Fairly, but not as lucratively.
Moran
said most of the union members would lose about $6,500 annually
compared with their income before this year’s budget cuts.
So what do they get in return?
“It brings a lot of long-term stability in terms of pay,” Moran said. “That will increase morale.”
Chaffetz said the bill would save taxpayer money.
“In
addition to saving $125 million a year, we are looking to bring more
consistency to those who risk their lives everyday protecting the
border,” he said. “This new pay scale is a long-term solution that will
iron out the kinks of the current system through old-fashioned planning
and time management. These changes will both reduce opportunities to
abuse the system and provide compensation for unanticipated emergencies
such as capturing criminals.”
For many years, AUO, which amounted
to a 25 percent increase in pay, was routinely expected by agents and
promoted by the agency. Union leaders say many field agents generally
work 10-hour days.
“When I applied for the job, it was actually a
part of the compensation package that you were told that you would
earn,” Judd told the House hearing. “ It said that you would earn a
substantial amount of irregular overtime in the form of administrative
uncontrolled overtime.

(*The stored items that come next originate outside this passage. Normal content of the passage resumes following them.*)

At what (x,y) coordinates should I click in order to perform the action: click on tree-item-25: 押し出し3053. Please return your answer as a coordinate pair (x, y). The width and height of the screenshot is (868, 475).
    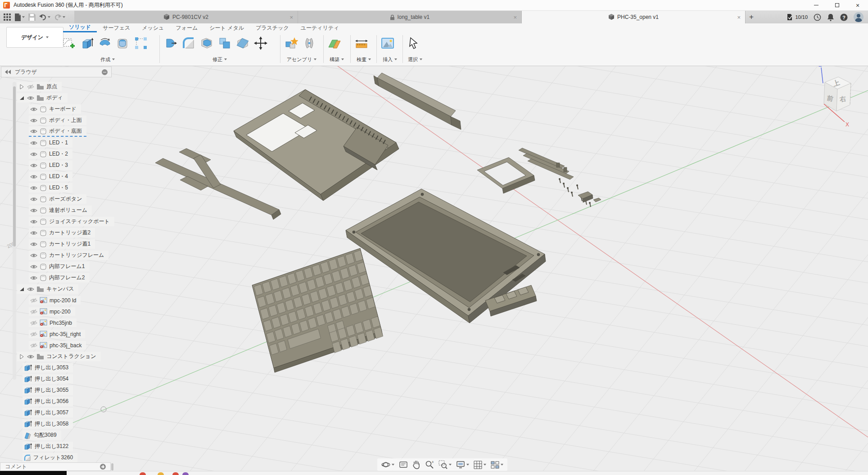
    Looking at the image, I should click on (66, 368).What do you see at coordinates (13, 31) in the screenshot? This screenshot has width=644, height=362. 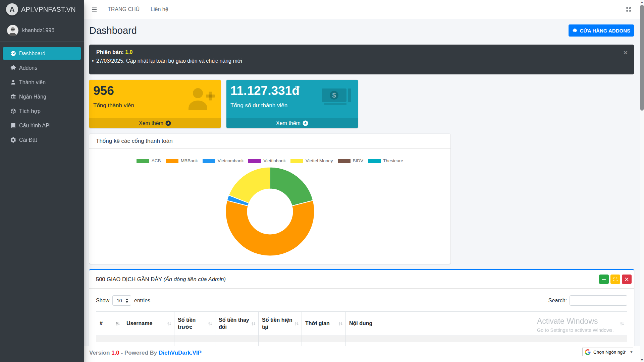 I see `user-avatar` at bounding box center [13, 31].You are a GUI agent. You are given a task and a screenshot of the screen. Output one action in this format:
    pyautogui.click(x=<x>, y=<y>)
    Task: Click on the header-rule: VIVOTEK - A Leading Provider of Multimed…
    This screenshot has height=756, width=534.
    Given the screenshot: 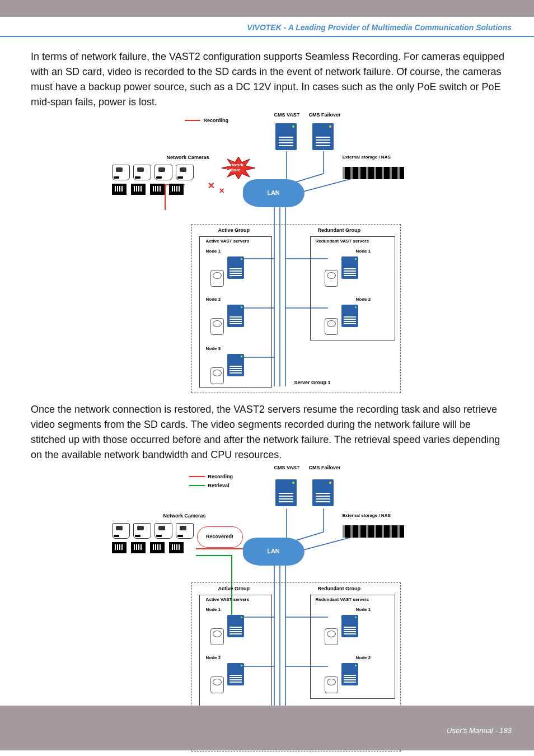 What is the action you would take?
    pyautogui.click(x=267, y=30)
    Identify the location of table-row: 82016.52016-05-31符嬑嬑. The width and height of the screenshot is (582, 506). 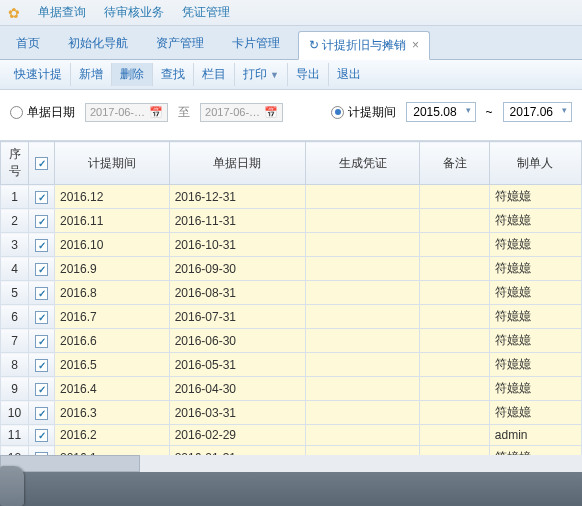
(292, 365).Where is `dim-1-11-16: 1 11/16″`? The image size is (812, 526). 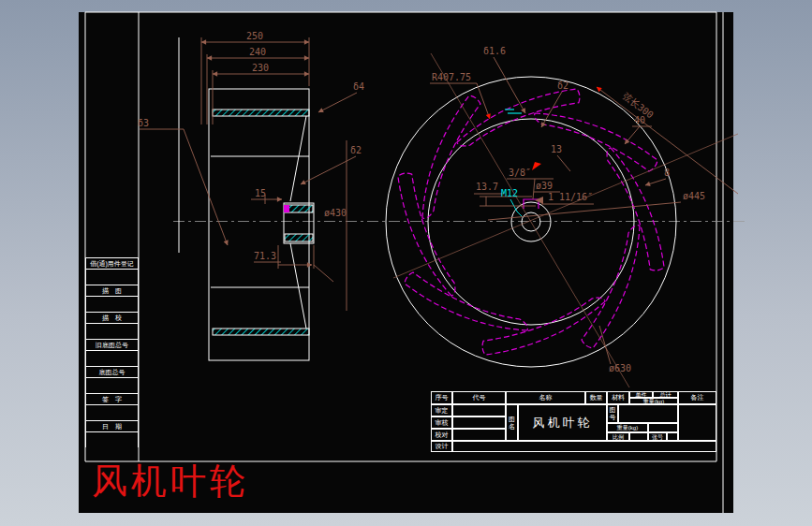 dim-1-11-16: 1 11/16″ is located at coordinates (570, 197). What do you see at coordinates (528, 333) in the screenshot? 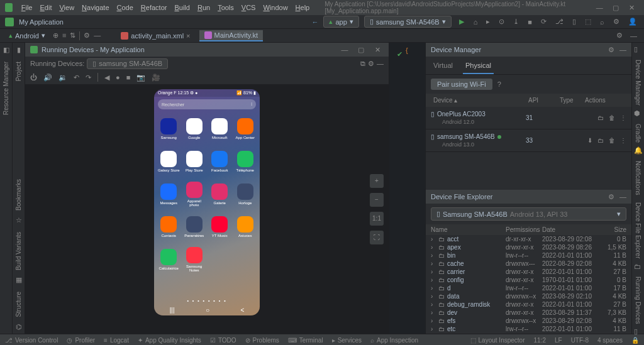
I see `file-row: ›🗀 mntdrwxr-xr-x2023-08-29 02:08400 B` at bounding box center [528, 333].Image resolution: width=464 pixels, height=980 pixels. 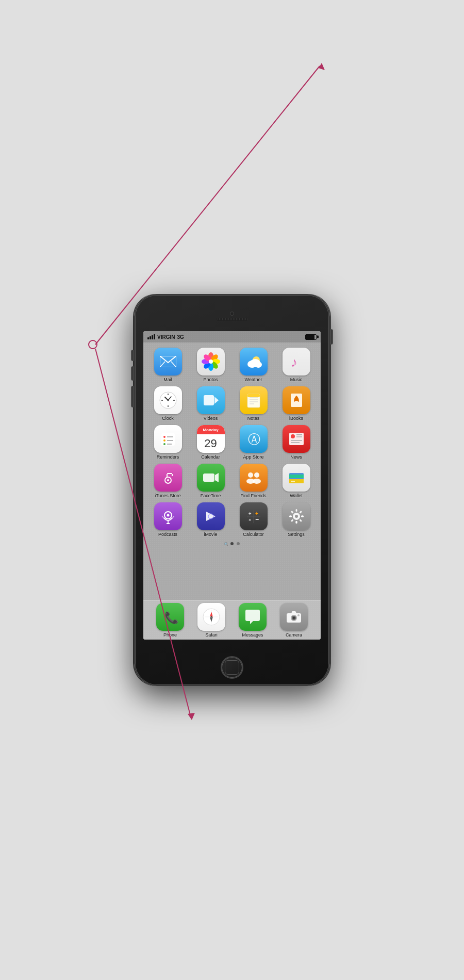 I want to click on battery-indicator, so click(x=311, y=337). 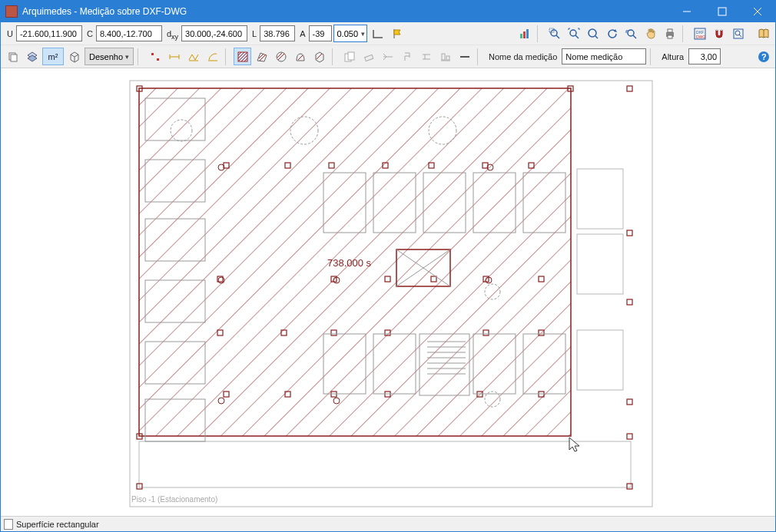 What do you see at coordinates (74, 57) in the screenshot?
I see `box-3d-icon` at bounding box center [74, 57].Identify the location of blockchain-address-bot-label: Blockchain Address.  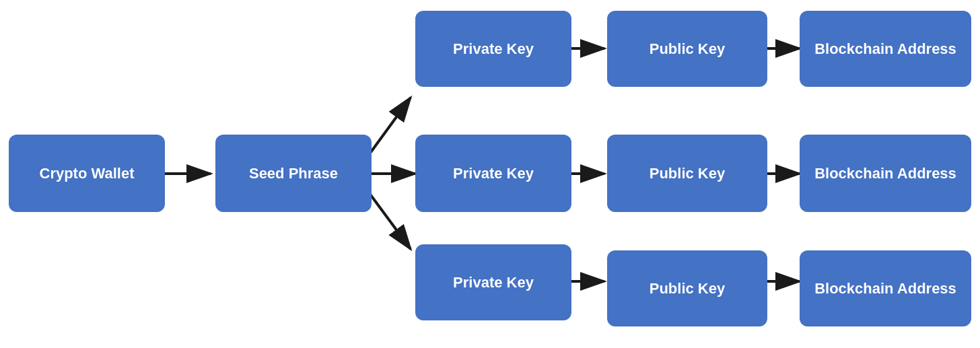
(886, 289).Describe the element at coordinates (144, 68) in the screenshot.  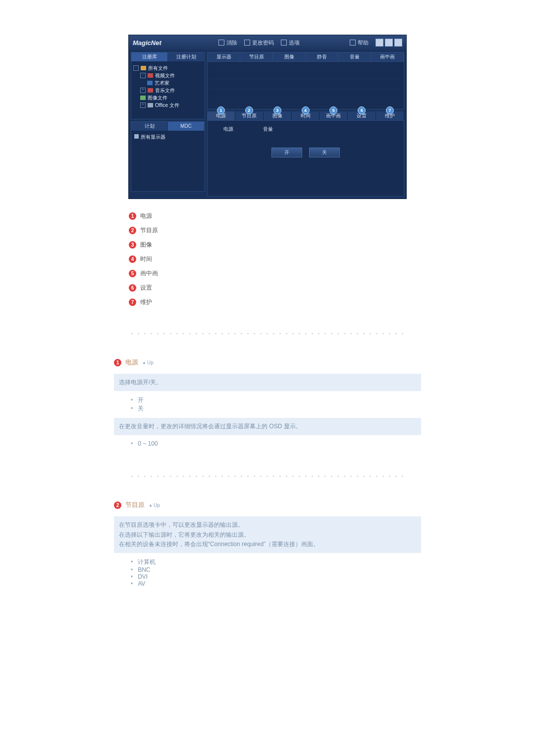
I see `folder-icon` at that location.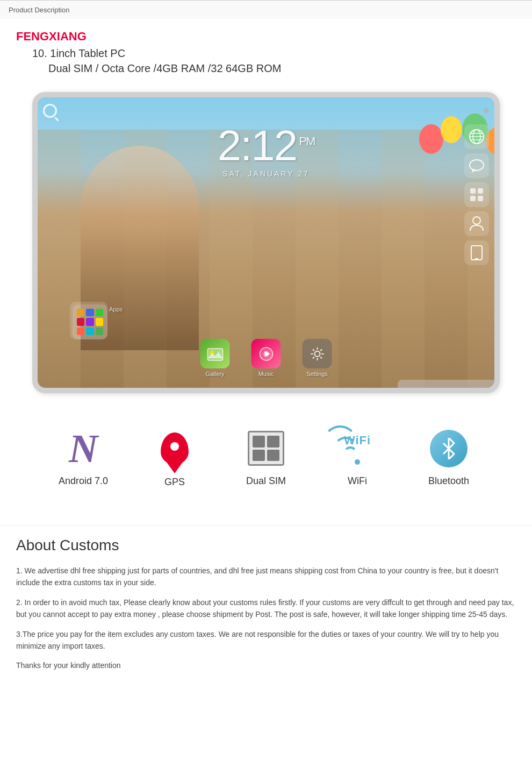 The image size is (532, 760). What do you see at coordinates (357, 457) in the screenshot?
I see `feature-wifi: WiFi WiFi` at bounding box center [357, 457].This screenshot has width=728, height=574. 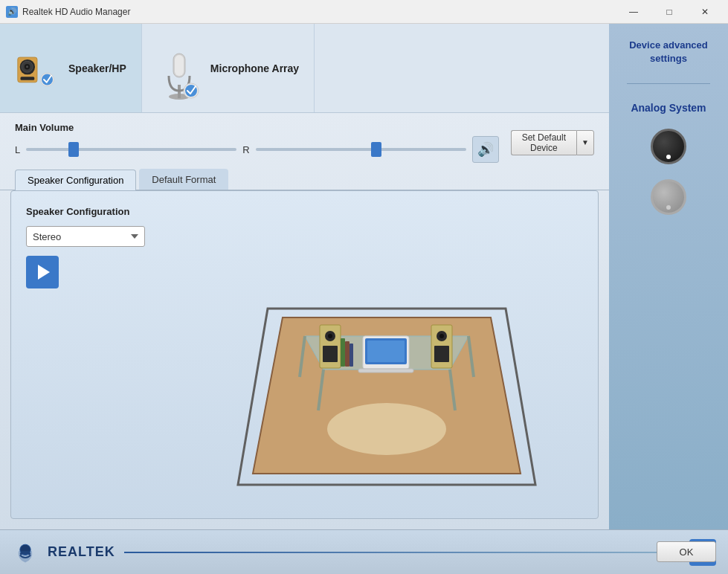 What do you see at coordinates (305, 180) in the screenshot?
I see `tab-bar: Speaker Configuration Default Format` at bounding box center [305, 180].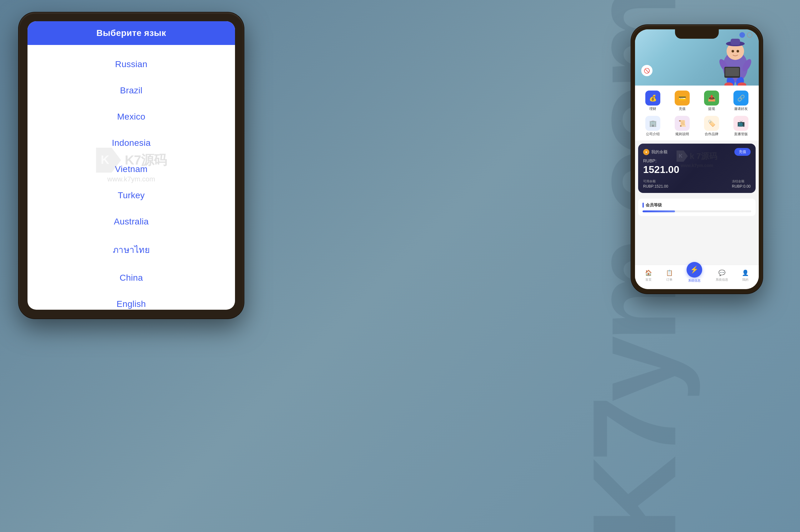 The height and width of the screenshot is (532, 800). What do you see at coordinates (649, 273) in the screenshot?
I see `home-nav-icon: 🏠` at bounding box center [649, 273]. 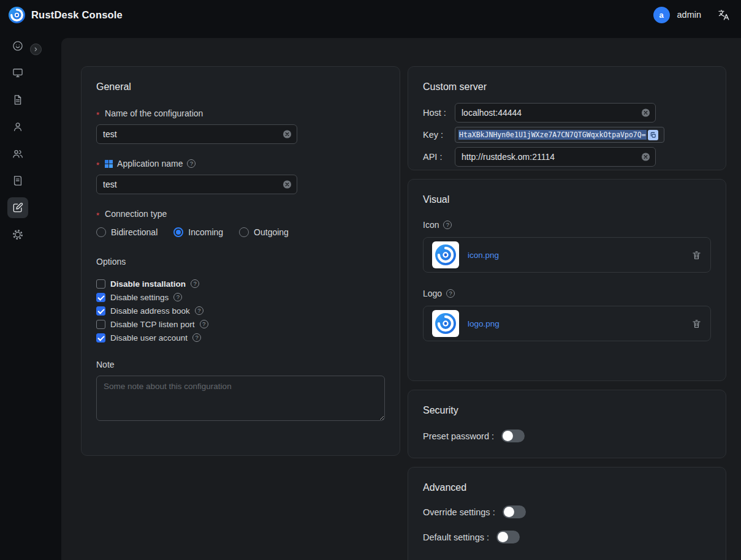 What do you see at coordinates (18, 295) in the screenshot?
I see `sidebar` at bounding box center [18, 295]. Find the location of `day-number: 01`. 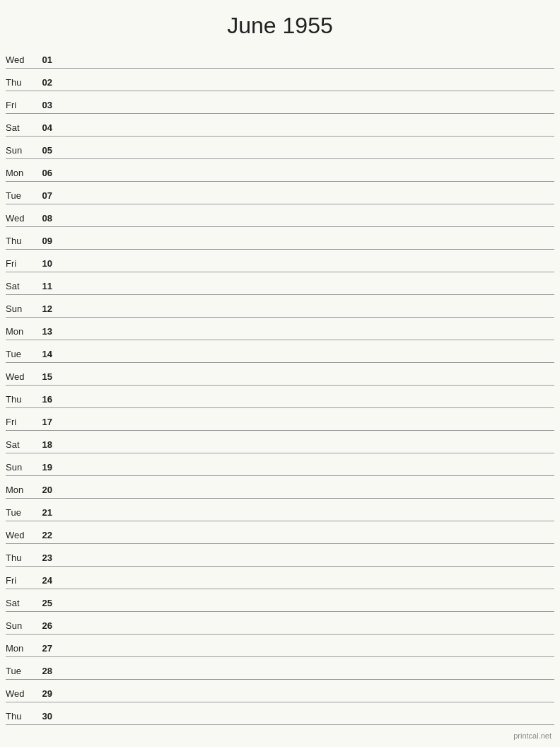

day-number: 01 is located at coordinates (42, 60).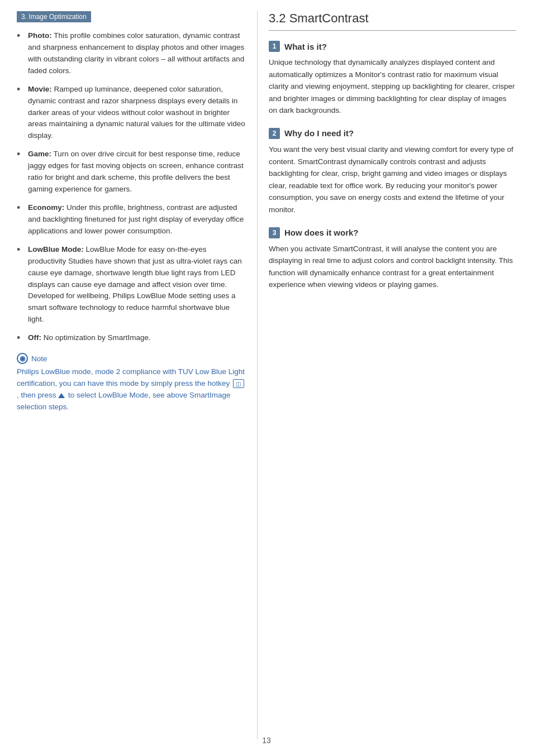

So, yes, all Border Patrol agents,” until changes
about year ago, “were told that this was part of your compensation
package.”
But simply ending the overtime system without a fair replacement would be a deal-breaker for many agents.
“If
you remove the overtime system that we currently have,” Judd said, “you
wouldn’t be able to retain employees. . . . We need an overtime system
that would be cost effective to taxpayers, increase border security and
include incentives to retain our employees.”